The Market Knows All, Part 4

Reason Online has posted a fascinating dialogue between a few noted free-market types. John Mackey, the CEO of Whole Foods, argues that corporate responsibility must include more than simple monetary profit. Milton Friedman, the god of free markets, responds as does another CEO.

I’m a businessman and a free market libertarian, but I believe that the enlightened corporation should try to create value for all of its constituencies. From an investor’s perspective, the purpose of the business is to maximize profits. But that’s not the purpose for other stakeholders—for customers, employees, suppliers, and the community. Each of those groups will define the purpose of the business in terms of its own needs and desires, and each perspective is valid and legitimate.

Mackey’s point is an interesting one, and I have to admit that I’d never considered that someone from a libertarian perspective would articulate it in such a way. The idea of focusing not just on shareholders but on stakeholders in the company is a fascinating one. Another angle of discussion the nature of the investor relationship.

I believe {corporate charity programs} would be completely justifiable even if they produced no profits and no P.R. This is because I believe the entrepreneurs, not the current investors in a company’s stock, have the right and responsibility to define the purpose of the company.... It is the entrepreneurs who set the company strategy and who negotiate the terms of trade with all of the voluntarily cooperating stakeholders—including the investors.

Friedman responds, getting in jabs at the nature of charity, but essentially spends his column-inches trying to explain Mackey’s views as enlightened self-intrest disguised as altruism. In that sense, says Friedman, their differences are largely rhetorical.

It’s TJ Rogers, CEO of Cypress Semiconductor, whose response borders on charicature.

I balk at the proposition that a company’s “stakeholders” (a term often used by collectivists to justify unreasonable demands) should be allowed to control the property of the shareholders. It seems Mackey’s philosophy is more accurately described by Karl Marx.

Shouting ‘Marx!’ feels like the economic equivalent of Godwinizing a discussion like this. I’m reminded of how barren our collective vocabulary is when we talk about issues like this. We’ve taken Adam Smith and turned his observations about markets into a moral force – but who says that all of society must operate like a market at all times? As reasoning creatures, we’re perfectly capable of shaping new norms. Self-interest is a powerful motivator, but it has never been and never will be the only motivator.

Rogers also asks, rhetorically, why Mackey feels giving to charity is better than giving to investors. Investors, after all, are individuals too – they’ll donate profits to charity, use them to put children through college, use them to fund a retirement… And Mackey is stealing from them to fund his philanthropy! Scandalous! Rogers sets the trap, then walks into it. Having spent his five paragraphs saying that profit is a corporation’s sole purpose and responsibility, he sugar-coats his statement by implying that investors are themselves a sort of charity. As Machey notes in his rebuttal, investors can choose to put their money in a corporation whose goal is pure profit, or to put their money in one whose goals are broader.

Mackey’s writing comes across as mature and thoughtful, framing the debate in terms of human issues. Friedman, for all his influence, seems genuinely blind to the idea that there is a world beyond the spreadsheet. And Rogers just looks like a Wall Street cartoon – the “Greed Is Good” rationalizer. He’s not a bad person from the sound of it, but I’ve always been baffled by the genuine anger and venom that many free-market types seem to reserve for people who act on moral principles inside the market system.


**ABOUT THIS TASK:** Copy out each entry below verbatim, skipping the images.

**MATERIAL SUPPLIED:**
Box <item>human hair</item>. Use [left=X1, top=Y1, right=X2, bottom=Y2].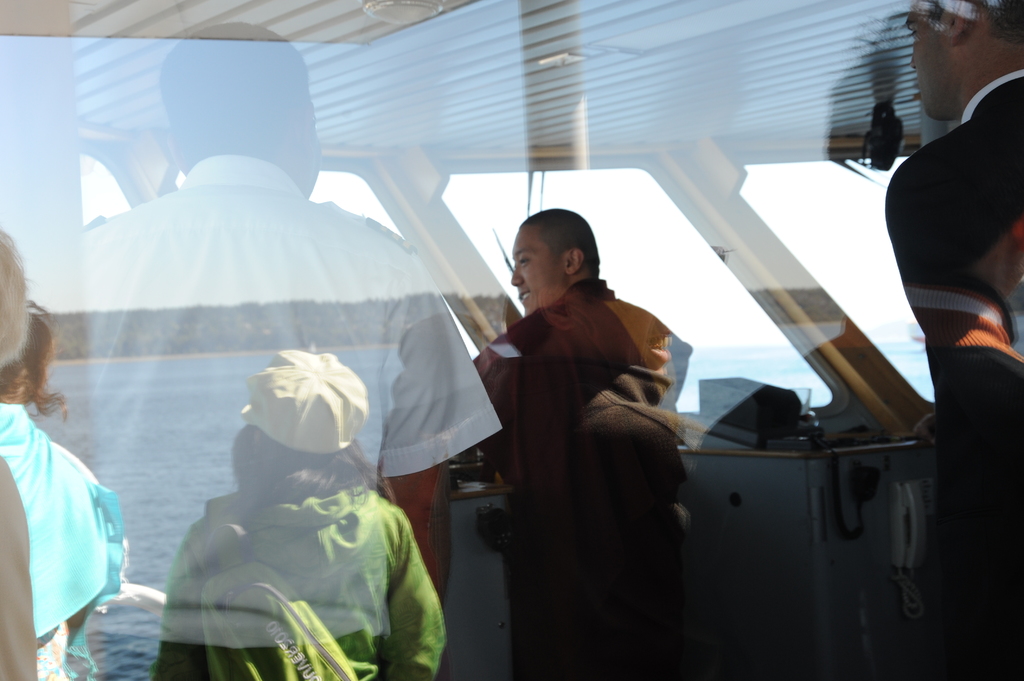
[left=973, top=0, right=1023, bottom=44].
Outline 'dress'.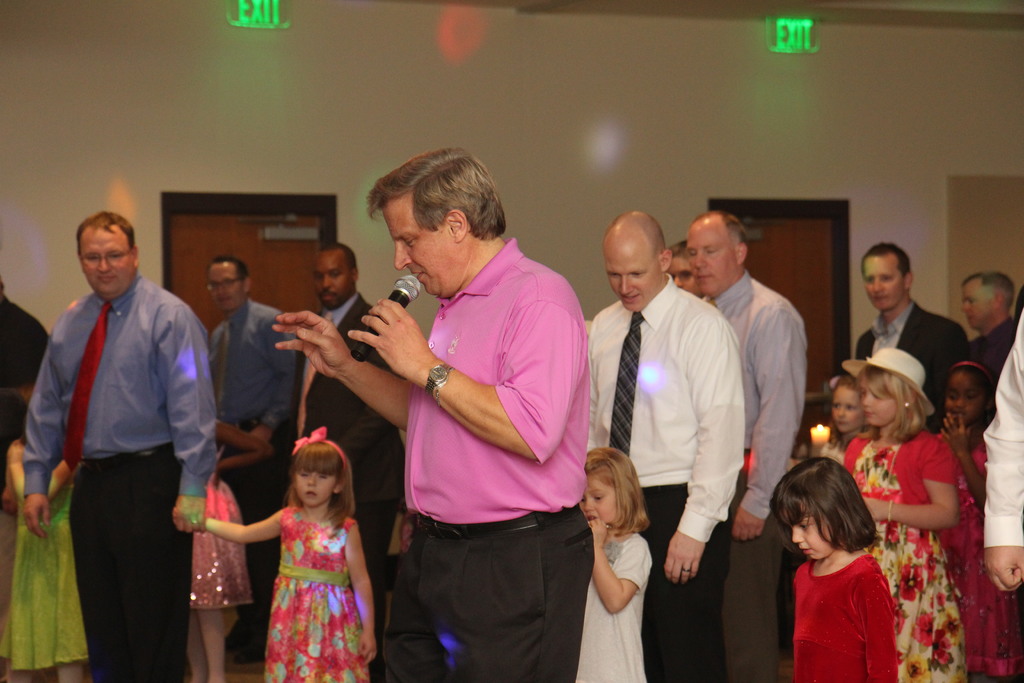
Outline: region(943, 446, 1023, 682).
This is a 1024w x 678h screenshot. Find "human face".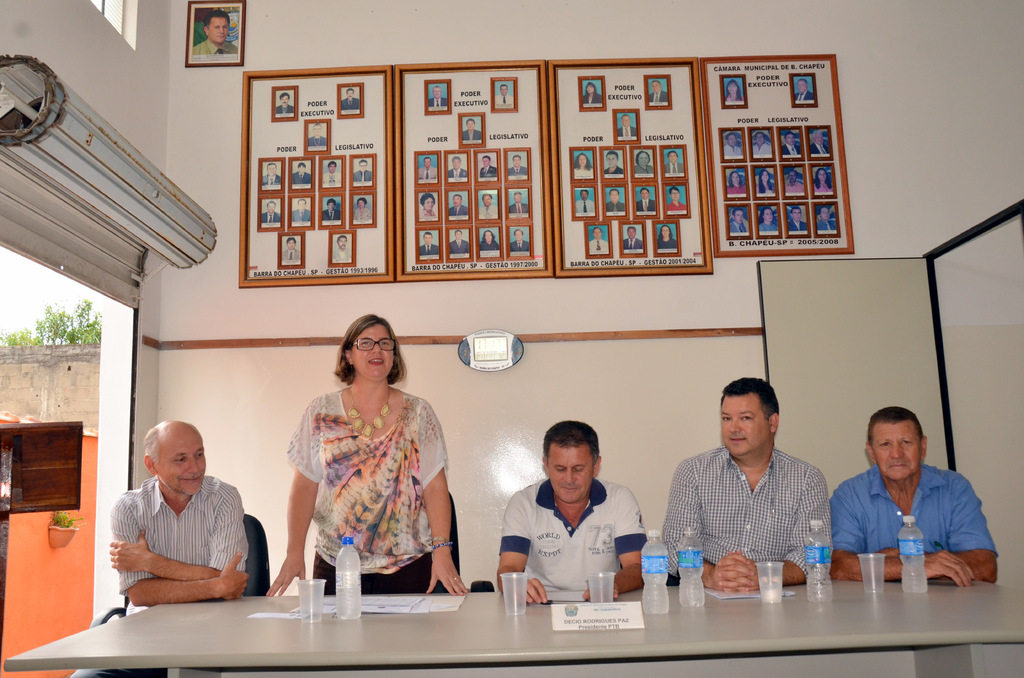
Bounding box: crop(784, 133, 796, 145).
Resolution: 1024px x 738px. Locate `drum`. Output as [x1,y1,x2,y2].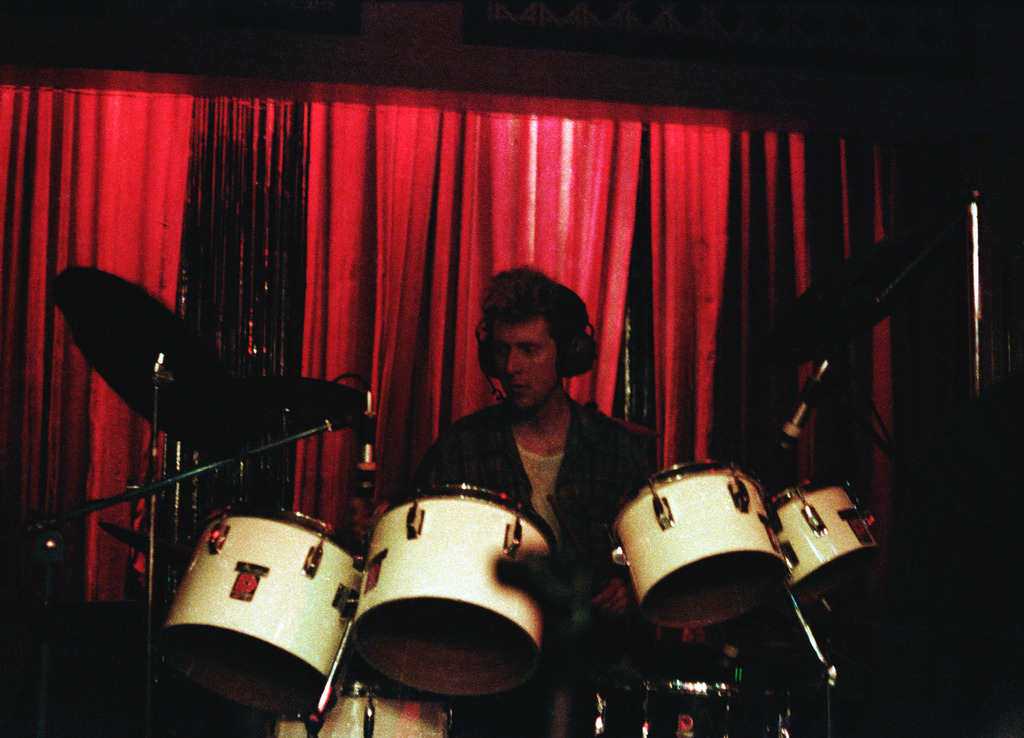
[155,502,367,716].
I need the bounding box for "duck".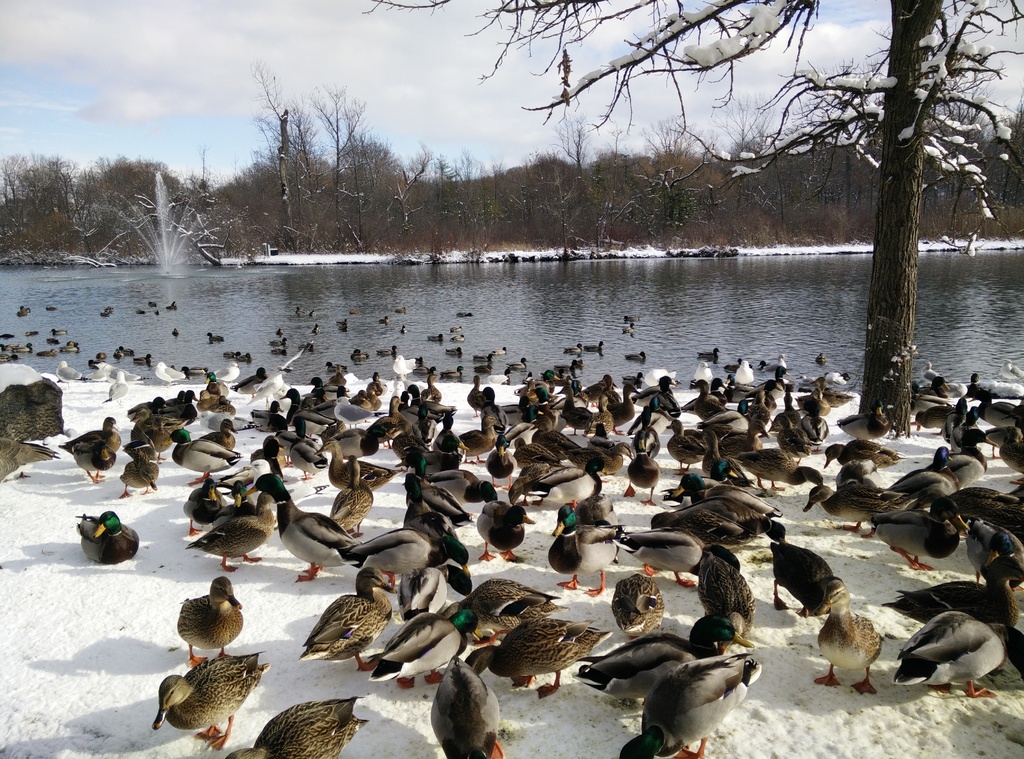
Here it is: [461,372,489,421].
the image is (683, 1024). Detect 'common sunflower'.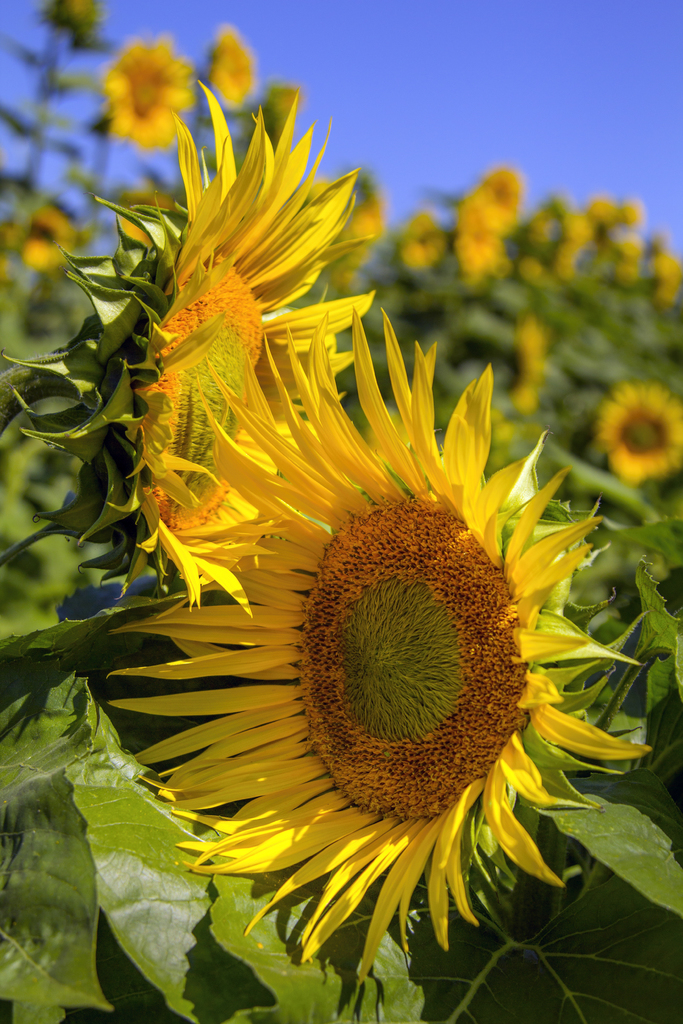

**ANSWER SPACE:**
Box <item>human hair</item>. Use [left=X1, top=Y1, right=X2, bottom=Y2].
[left=973, top=0, right=1023, bottom=44].
Outline 'dress'.
Outline: region(943, 446, 1023, 682).
This is a 1024w x 678h screenshot. Find "human face".
Bounding box: crop(784, 133, 796, 145).
Resolution: 1024px x 738px. Locate `drum`. Output as [x1,y1,x2,y2].
[155,502,367,716].
I need the bounding box for "duck".
Here it is: [461,372,489,421].
the image is (683, 1024). Detect 'common sunflower'.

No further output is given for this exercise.